Saturday, July 23, 2005

The Island

Starring: (mostly) Ewan McGregor, Scarlett Johansson, (occasionally) Sean Bean, Djimon Hounsou, (briefly) Michael Clarke Duncan, Steve Buscemi, (surprisingly) Ethan Phillips a.k.a. Neelix from Star Trek: Voyager.
Director: Michael Bay


Briefly: It’s the year 20something-something (2019? 2027? Who cares?). Lincoln-Sex-Echo and Jordan-Two-Delta are two of the prettiest people on the planet. They all live in a pristine facility where they wear white figure-hugging jumpsuits, eat computer-monitored-and-optimized diets, work on assembly lines and go clubbing (no, really). And once a week, one of them wins a trip to The Island. The last natural land mass free from a never-explained ‘Contamination’ event.

Naturally, all’s not hunky dory for the happy couple.

And this is all fair and good. If you were forced to dress in white all day, not allowed to fall in love or for fuck’s sake eat bacon, well, there’s clearly evil shenanigans afoot.

The Island begins quite well. It’s a movie about cloning, but wisely, the writers don’t get all Michael Crichton and start explaining the scientific bits. The set designs, the way the clones are birthed, do the job of laying out the situation. Michael Bay’s breaks out his favourite moves: ultra-slo-mo shots, super-wide angles, flash editing, and a sudden jolt of action. This jolt sump-starts the movie’s heart and The Island just runs and runs and (yaaaaaawn) runs. It’s exciting but after a while, it just gets tiring as you get strung along – dragged - from one big action piece to the next. Each trying to top the one before it, and not quite succeeding.

The nice bits are in the little things:

  • The side characters’ conversations: complaining bitterly about how some of them never win the lottery; their little crackpot theories as to how selection takes place; misspelling ‘Dude’ as ‘Dood.’
  • How sterile their environment is: a computer tests your urine when you take a piss to decides if you should eat more bananas; if you have a bad dream, you have to go to the doctor.
  • Brands we recognize from our time: futuristic versions of MSN, Nokia, Xbox, Puma, Lexus – scary that the blatant product placement is actually the one thing that helps improve the reality of it (“Hey, Xbox!”)
  • Subtle treatment of the cloning technology: no science lesson, just camera pans showing bodies in various stages of development; all the clones talk like 15-years old, so limited is their experience of the real world


It’s this stuff, not the actors that are The Island’s texture. The actors – we’ve seen how capable they are in other shows – do nothing for the movie. It could be anyone, so I won’t go into it here. I won’t even talk about Scarlett Johansson with her almost pneumatically-perfect bosom.

It’s a lot of flash, with no real bang.
And that ending.
I won’t spoil it for you, mostly because I can’t.




Appendix:
Listen, I really wanted this one to be good. And I feel bit bad that it wasn’t so I’ll give you a list of movies you can see if you didn’t like the Island.

  • Gattaca – Not cloning per se, but genetic perfection. Beautifully written, directed, hell everything.
  • Bad Boys – Still Michael Bay’s best movie to my mind. Bad Boys 2, if you want to see a present day version of The Island’s highway chase scene (like a mirror!)
  • Back To The Future 2 – The future, time travel, popular culture, laughs.
  • Shallow Grave – The first time I saw Ewan McGregor, and the first movie Danny Boyle made. Wicked plot, and Ewan’s great in it.
  • Eight Legged Freaks – Giant spiders attack town and Scarlett Johansson runs around in a top that I’d like to believe is not a special effect. Oh my.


**EXERCISE GOAL:** Would you copy out the following entries exactly, without any of the pictures?

___ EXERCISE DATA ___

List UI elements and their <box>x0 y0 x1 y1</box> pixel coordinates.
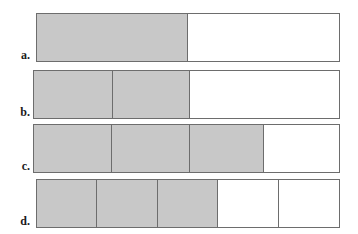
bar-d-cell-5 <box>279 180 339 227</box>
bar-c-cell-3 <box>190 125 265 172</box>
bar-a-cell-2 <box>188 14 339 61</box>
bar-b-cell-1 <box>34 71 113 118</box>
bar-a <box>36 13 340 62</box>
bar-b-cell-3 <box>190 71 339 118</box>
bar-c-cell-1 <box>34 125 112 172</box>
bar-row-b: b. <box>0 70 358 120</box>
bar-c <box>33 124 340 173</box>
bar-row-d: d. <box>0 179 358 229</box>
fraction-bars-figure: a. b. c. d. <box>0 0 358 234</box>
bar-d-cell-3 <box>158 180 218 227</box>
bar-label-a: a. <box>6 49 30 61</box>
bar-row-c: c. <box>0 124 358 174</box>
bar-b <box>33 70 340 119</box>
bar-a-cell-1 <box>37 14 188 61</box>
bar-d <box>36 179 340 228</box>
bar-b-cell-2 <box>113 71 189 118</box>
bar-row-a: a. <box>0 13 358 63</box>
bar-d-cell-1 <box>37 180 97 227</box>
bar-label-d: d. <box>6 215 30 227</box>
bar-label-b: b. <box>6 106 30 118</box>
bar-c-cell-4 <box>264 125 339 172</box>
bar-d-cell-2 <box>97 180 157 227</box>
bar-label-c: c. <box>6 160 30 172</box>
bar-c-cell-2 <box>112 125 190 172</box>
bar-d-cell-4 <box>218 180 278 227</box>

___

**ANSWER SPACE:**
List UI elements and their <box>x0 y0 x1 y1</box> pixel coordinates.
bar-d-cell-5 <box>279 180 339 227</box>
bar-c-cell-3 <box>190 125 265 172</box>
bar-a-cell-2 <box>188 14 339 61</box>
bar-b-cell-1 <box>34 71 113 118</box>
bar-a <box>36 13 340 62</box>
bar-b-cell-3 <box>190 71 339 118</box>
bar-c-cell-1 <box>34 125 112 172</box>
bar-row-b: b. <box>0 70 358 120</box>
bar-c <box>33 124 340 173</box>
bar-row-d: d. <box>0 179 358 229</box>
fraction-bars-figure: a. b. c. d. <box>0 0 358 234</box>
bar-d-cell-3 <box>158 180 218 227</box>
bar-label-a: a. <box>6 49 30 61</box>
bar-row-c: c. <box>0 124 358 174</box>
bar-b <box>33 70 340 119</box>
bar-a-cell-1 <box>37 14 188 61</box>
bar-d <box>36 179 340 228</box>
bar-b-cell-2 <box>113 71 189 118</box>
bar-row-a: a. <box>0 13 358 63</box>
bar-d-cell-1 <box>37 180 97 227</box>
bar-label-d: d. <box>6 215 30 227</box>
bar-label-b: b. <box>6 106 30 118</box>
bar-c-cell-4 <box>264 125 339 172</box>
bar-d-cell-2 <box>97 180 157 227</box>
bar-label-c: c. <box>6 160 30 172</box>
bar-c-cell-2 <box>112 125 190 172</box>
bar-d-cell-4 <box>218 180 278 227</box>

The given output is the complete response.